1775   Diary of Jemima Condict. New Jersey Colonists sense the coming conflict with Great Britain and make preparations.

1776   Margaret Morris's Revolutionary War Experience, 1776-1777.

1776   Memorial honoring the patriotic dead, especially Hannah White Arnett (1733-1823).

1776   Oil portrait of Jannetje Vrelandt Drummond.

1779   Wax model portrait of William Pitt, Earl of Chatham, by Patience Lovell Wright (1725-1786) and historical plaque honoring her.

1780   The Ladies of Trenton Assemble.
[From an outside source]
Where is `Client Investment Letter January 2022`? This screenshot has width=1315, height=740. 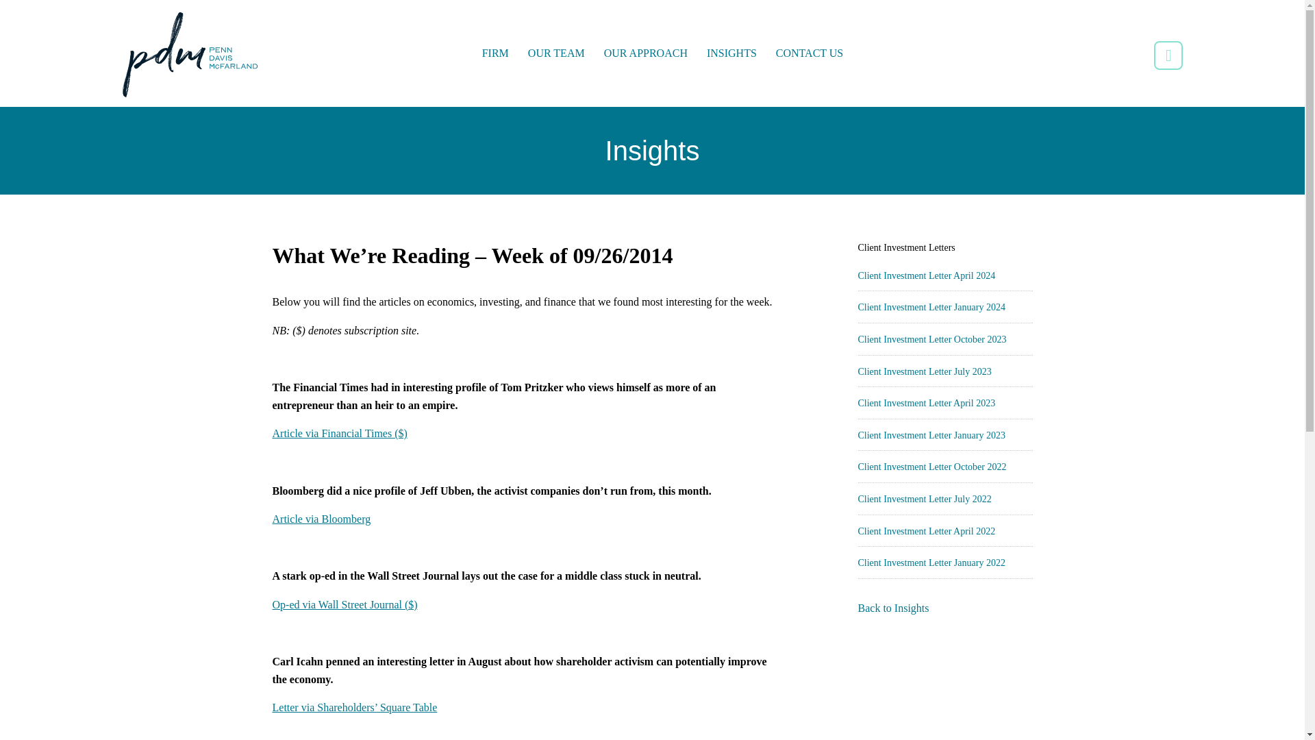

During the Revolutionary War, well-to-do women in Pennsylvania, New Jersey and Maryland organized to raise money to help the poorly-financed Continental Army.

1783   "To General Washington" by Annis Boudinot Stockton. A poem sent to George Washington on August 26, 1783, just a few months after the U.S. Congress ratified the provisional Treaty of Paris ending the Revolutionary War

1786   A Petition by Rachel Lovell Wells, 1786. The text of the petition of a Bordentown sculptor and widow to the Continental Congress for relief after the Revolutionary War, May 18, 1786. 

1789   Engraving of "Washington's Reception on the Bridge at Trenton."

1789   Woman's Silk Ball Gown.

1790   Acts of the Fifteenth General Assembly of New Jersey. This document refers to voters as both "he" and "she," 1790. 

1797   An Act to regulate the election of members of the legislative council and general assembly, sheriffs and coroners, in this State. This act allowed voting by women, 1797.

1797   Women at the Polls in New Jersey; a Newspaper engraving from 1880 picturing women voting in 1797.